Mr Landini sells wool at the Melbourne Wool Sales and said all his clients are struggling irrigation farmers.
"They are all irrigation farmers who can carry 10 times the quantity of livestock with irrigation," he said.
"But if you take that water away their quantity goes down by 10.
"This directly impacts me as my work decreases by that same amount as my work relies entirely on farmers."
Mr Landini said if there was once again no water allocation he would not survive financially and neither would a lot of farmers.
"I hate to say it but financially you can't survive that," he said.
BREAKING POINT
There isn't much John Lolicato hasn't done in the name of water.
He has been a key advocate for the Pause the Plan campaign for years and is the chairman of the Wakool River Association in his hometown.
And he said through the use of people power they can "take the show over again".
"We hope this sends a very clear message to government and to others our communities can't sustain any more of this taking of the commodity that creates wealth in our communities - water," he said.
"I am a third generation farmer and our area is one of the worst hit.
"And if we keep going the way we are with this crazy notion of putting all the water out to sea then you are going to completely bugger up the bit of agriculture we have in Australia."
Mr Lolicato said if the basin plan continues as it is for the next five years there won't be any farmers left.
"We can't afford to suck it up and deal with it anymore," he said.
"2024 is the next deadline and we can't afford to allow our communities to be any more decimated then what we are now.
"While we are all keen environmentalists at the best of times, what's happening now is our environment is being impacted, the social and economic parts of our community are just being devastated.
There has been six years of the basin plan and farmers have been involved in the process the whole way.
"We have attended thousands of meetings, written thousands and thousands of submissions, have hundreds of delegations go to ministers and any other bureaucrats we come across and at the end of the day it has fallen on deaf ears," Mr Landini said.
ACCELERATE PLAN
The Murray Darling Basin Plan isn't just facing a problem with farmers and water.

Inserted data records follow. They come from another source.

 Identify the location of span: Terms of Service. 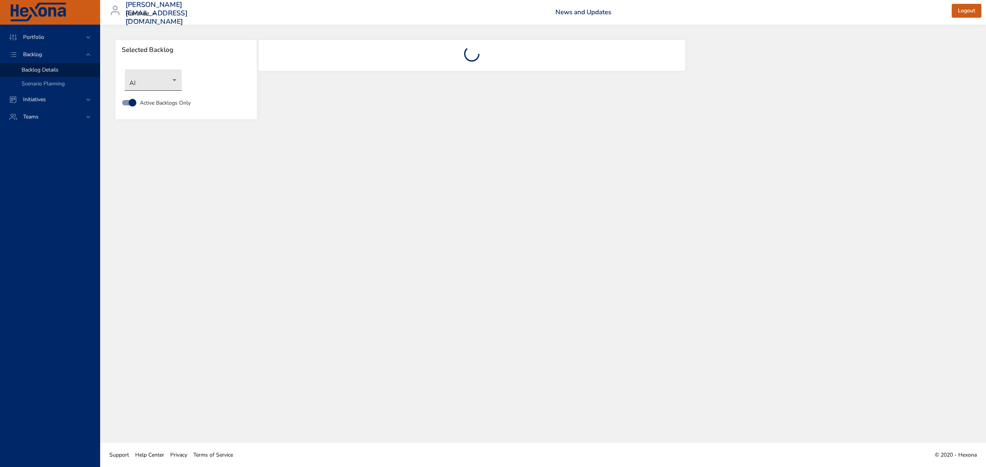
(213, 455). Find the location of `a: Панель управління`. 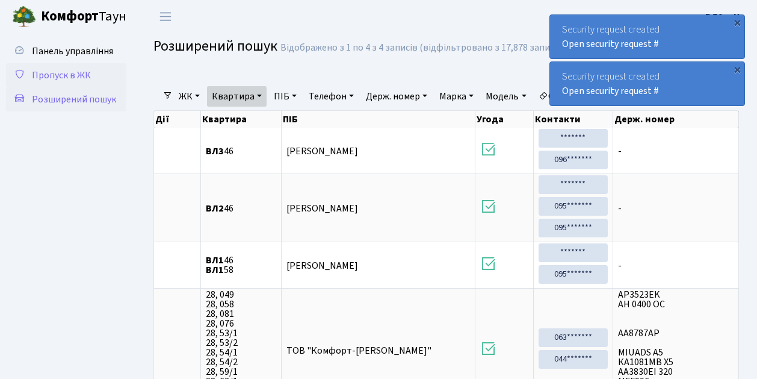

a: Панель управління is located at coordinates (66, 51).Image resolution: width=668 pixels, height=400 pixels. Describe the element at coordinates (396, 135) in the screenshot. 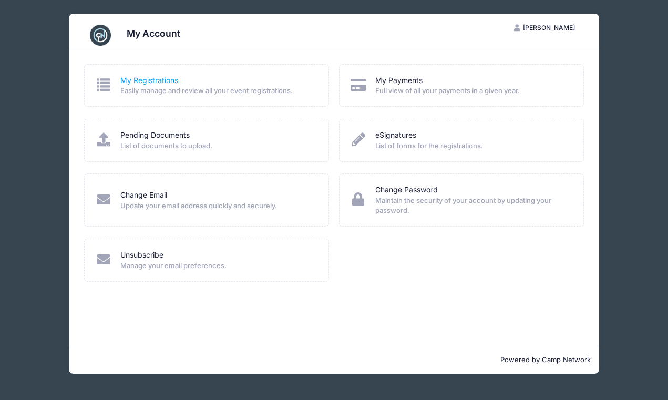

I see `a: eSignatures` at that location.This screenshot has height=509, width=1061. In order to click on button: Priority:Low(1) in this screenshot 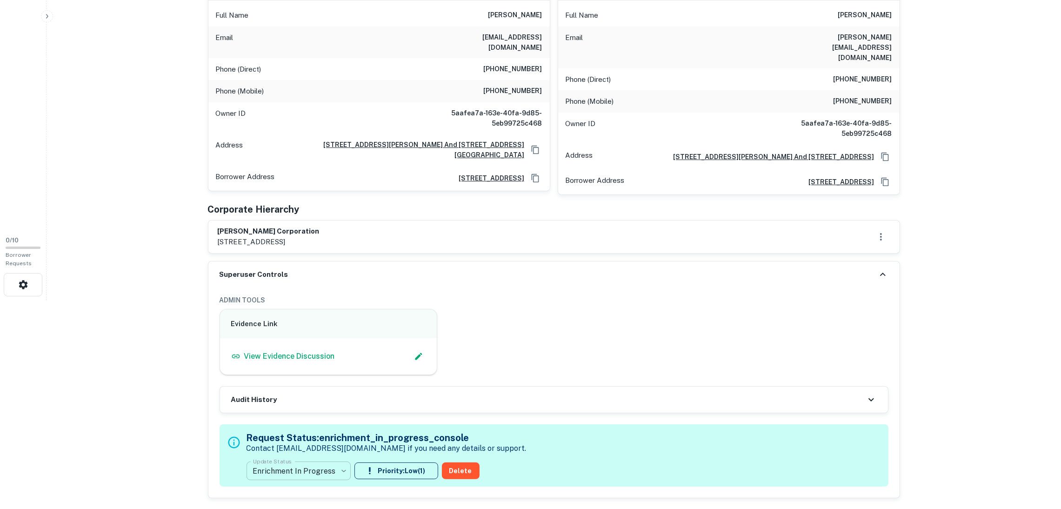, I will do `click(396, 471)`.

In December and January they had a problem with mass fish deaths in in the lower Darling River near Menindee.
And on Wednesday the independent panel that investigated the causes of the deaths called for the implementation of the plan to be accelerated in order to reduce the risk of similar events in the future.
In its final report the panel, which included La Trobe Albury-Wodonga professor Nick Bond, made 27 recommendations for policy makers and water managers to consider.

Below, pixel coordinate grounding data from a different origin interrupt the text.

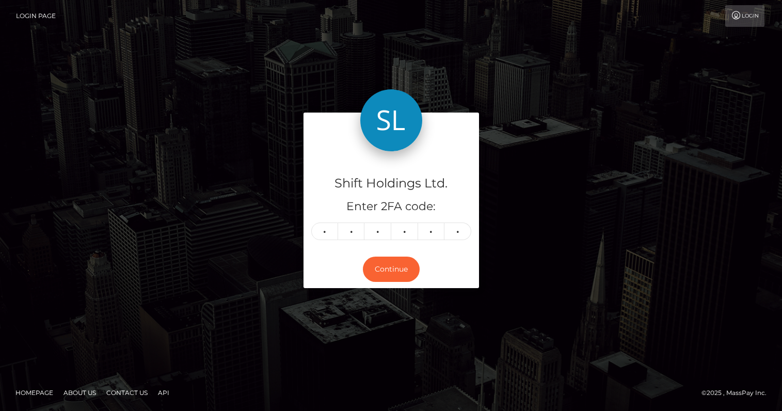 This screenshot has height=411, width=782. What do you see at coordinates (80, 392) in the screenshot?
I see `a: About Us` at bounding box center [80, 392].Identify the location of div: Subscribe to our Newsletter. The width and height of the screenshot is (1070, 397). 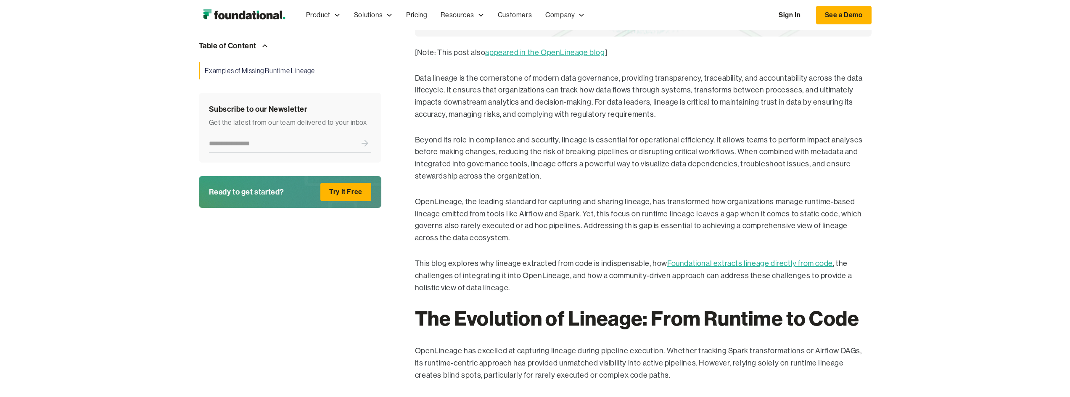
(290, 110).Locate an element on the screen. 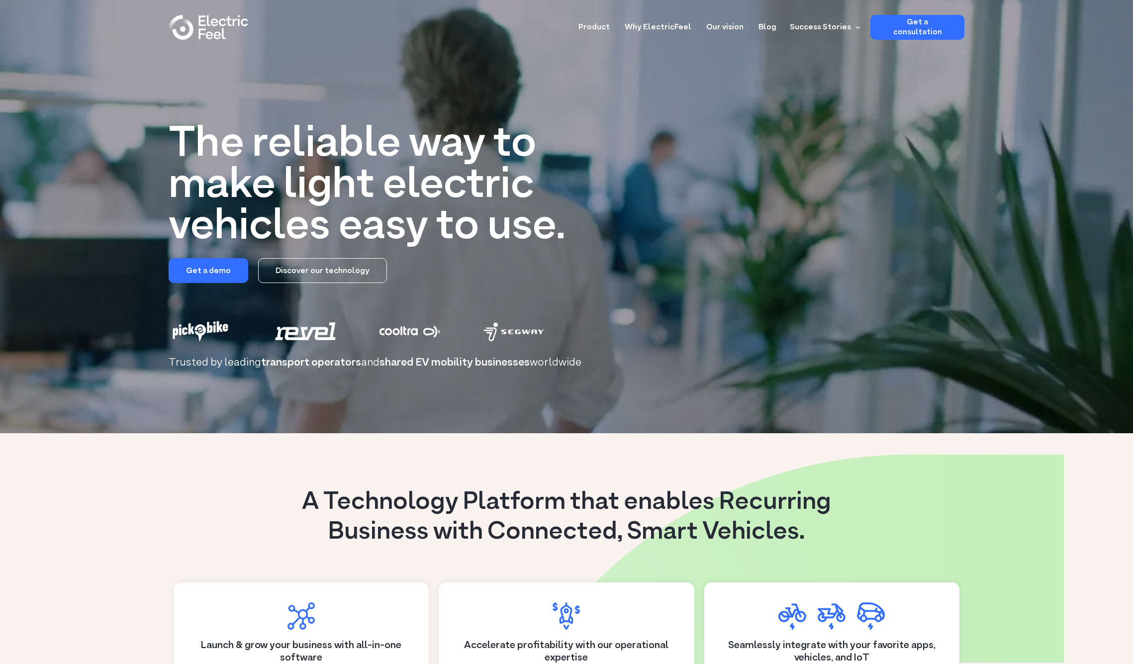 The height and width of the screenshot is (664, 1133). h3: A Technology Platform that enables Recurring Business with Connected, Smart Vehicles. is located at coordinates (567, 518).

But what does this mean for water and our farmers?
Professor Bond believes the benefit of the basin plan is it's "adaptive" and there is room for change.
"The plan is a huge generation shift in water management," he said.

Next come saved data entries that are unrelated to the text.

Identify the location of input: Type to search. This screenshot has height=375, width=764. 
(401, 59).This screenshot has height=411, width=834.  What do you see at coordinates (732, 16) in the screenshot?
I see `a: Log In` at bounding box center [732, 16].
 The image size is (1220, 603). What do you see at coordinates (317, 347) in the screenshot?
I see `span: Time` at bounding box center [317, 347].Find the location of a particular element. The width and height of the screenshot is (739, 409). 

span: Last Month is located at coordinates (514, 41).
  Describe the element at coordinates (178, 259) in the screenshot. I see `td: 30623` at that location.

"There is always going to be disagreement about how we share the water between industries but I think what is good about the plan is that is has space to be evaluated through its implementation and when it is completely rolled out.
"The next review in 2024 includes water resource plans which are going to be really important."
The panel believes it is vital for these recommendations to be implemented in order to protect and restore native fish populations in the Murray-Darling Basin.
And the Murray Darling Basin Authority agrees with them.
MDBA chief executive Phillip Glyde said MDBA research and consultation back in 2016 highlighted the "critical need to protect flows in the north of the basin and has led to a significant work program."
"I welcome the panel's call to accelerate that work," he said.